Two Projects under one Solution?

R

Raterus

Hi,

I've got a Visual Studio solution that contains two projects, P1 is my main application, P2 is a project that contains custom server controls I've created. I would like to have these Projects set up in Visual studio so if I make a change to P2 and recompile, P1 will automatically be updated to use the new assembly.

Here is what I've tried:
I can add a reference in P1 to P2's dll, but that appears to copy the dll to P1's bin directory, and it will never be updated upon a rebuild. I've tried setting the "Project Dependencies" of P1 to depend on P2, but without the reference set, I'll get compile errors that it can't find P2 objects. Also in P1 project properties, under common properties, the "reference path" has both projects bin directories.

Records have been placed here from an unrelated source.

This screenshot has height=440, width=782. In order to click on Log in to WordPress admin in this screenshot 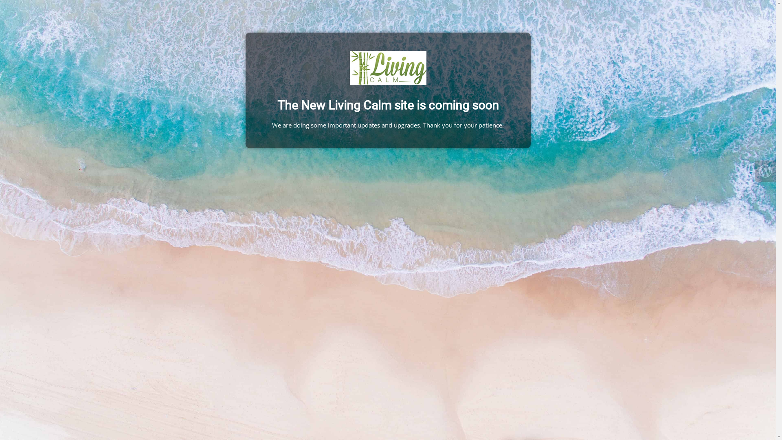, I will do `click(766, 171)`.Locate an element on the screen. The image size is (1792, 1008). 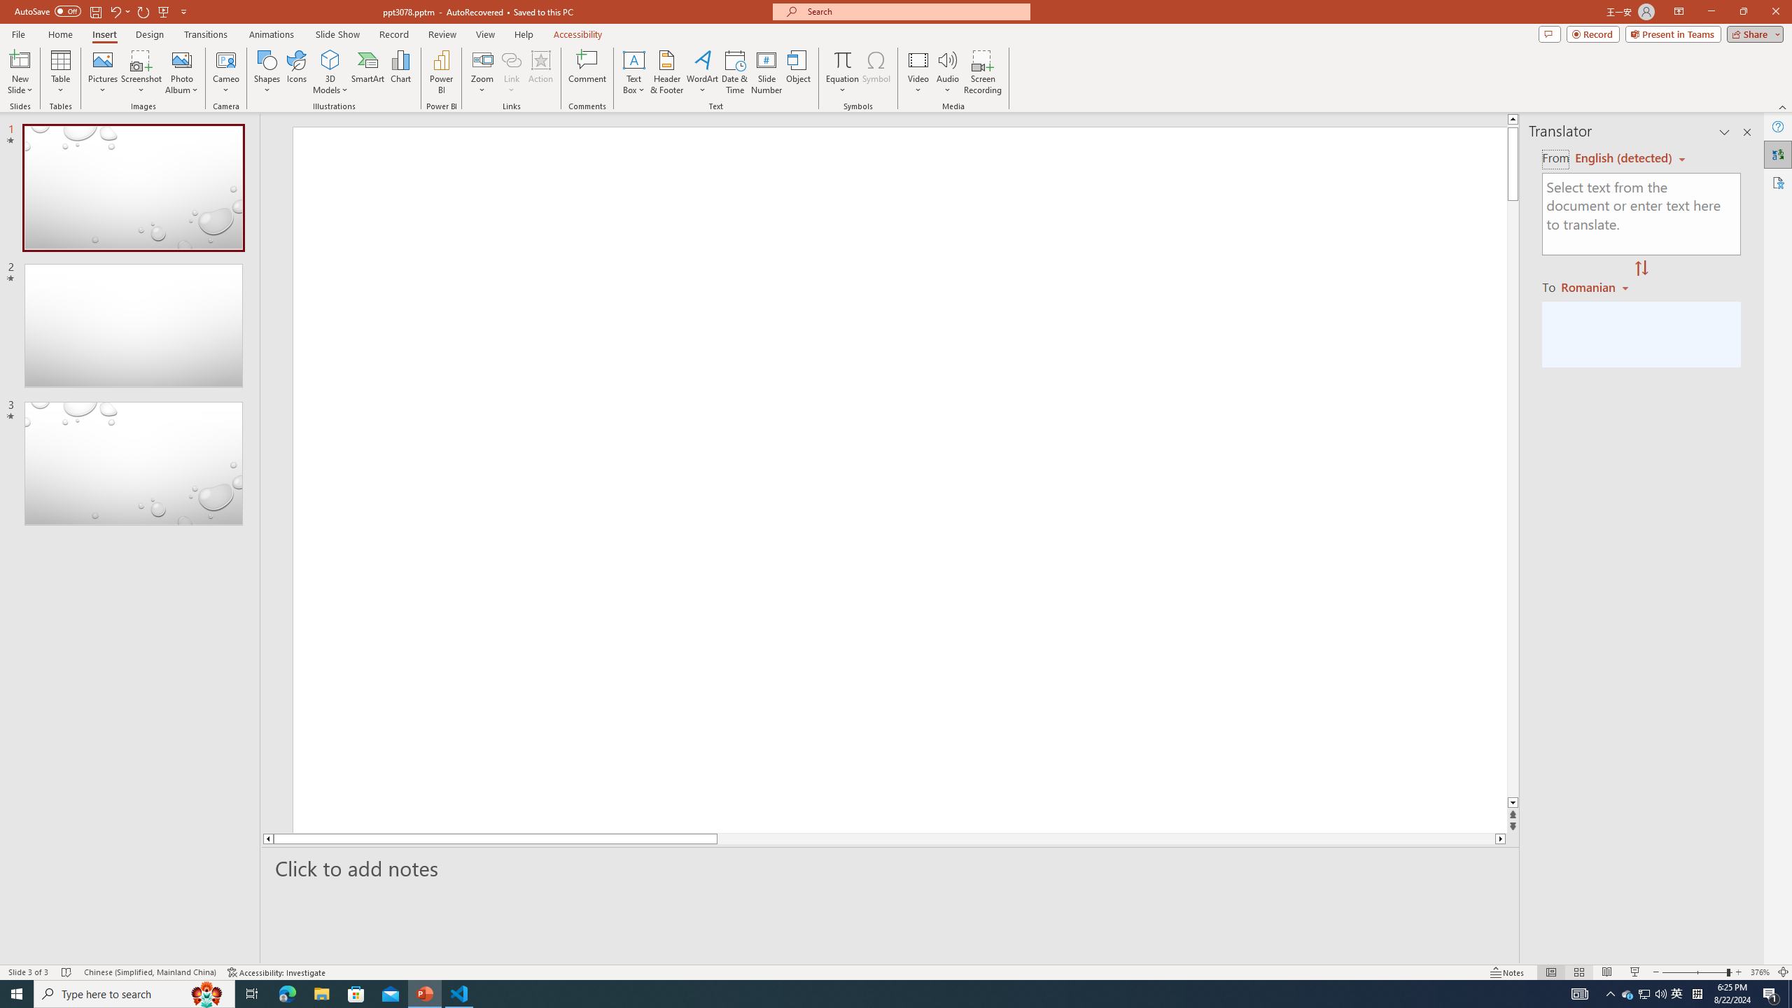
Zoom 376% is located at coordinates (1760, 972).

Am I missing something here? What must I do to get two projects to compile together under one solution?

--Michael
 
C

Curt_C [MVP]

how did you set the reference? By project, to the dll directly?

--
Curt Christianson
Owner/Lead Developer, DF-Software
www.Darkfalz.com


Hi,

I've got a Visual Studio solution that contains two projects, P1 is my main
application, P2 is a project that contains custom server controls I've
created. I would like to have these Projects set up in Visual studio so if
I make a change to P2 and recompile, P1 will automatically be updated to use
the new assembly.

Here is what I've tried:
I can add a reference in P1 to P2's dll, but that appears to copy the dll to
P1's bin directory, and it will never be updated upon a rebuild. I've tried
setting the "Project Dependencies" of P1 to depend on P2, but without the
reference set, I'll get compile errors that it can't find P2 objects. Also
in P1 project properties, under common properties, the "reference path" has
both projects bin directories.

Am I missing something here? What must I do to get two projects to compile
together under one solution?

--Michael
 
R

Raterus

That's all you needed to say :) I realized immediately that I was browsing to the dll, not clicking the project tab and selecting it there. Works great now, thanks!

Any "down to earth" help out there, besides what Microsoft puts out, that goes in detail about larger solutions like this? My ultimate goal is to ensure I don't have the exact same source files in two different projects, requiring me to make changes more than once.

Thanks again,
--Michael
 
R

Rick Spiewak

You can extrapolate what you just did to larger solutions. For example, a
current solution has 4 projects. One is just to hold the business objects.
To make cross-referencing easier, consider setting the root namespaces of
the related projects to be the same. Remember that namespace names are
case-sensitive (even for us VB types <g>).

I worked with a group on a solution with 26 projects! It was fine.

That's all you needed to say :) I realized immediately that I was browsing
to the dll, not clicking the project tab and selecting it there. Works
great now, thanks!

Any "down to earth" help out there, besides what Microsoft puts out, that
goes in detail about larger solutions like this? My ultimate goal is to
ensure I don't have the exact same source files in two different projects,
requiring me to make changes more than once.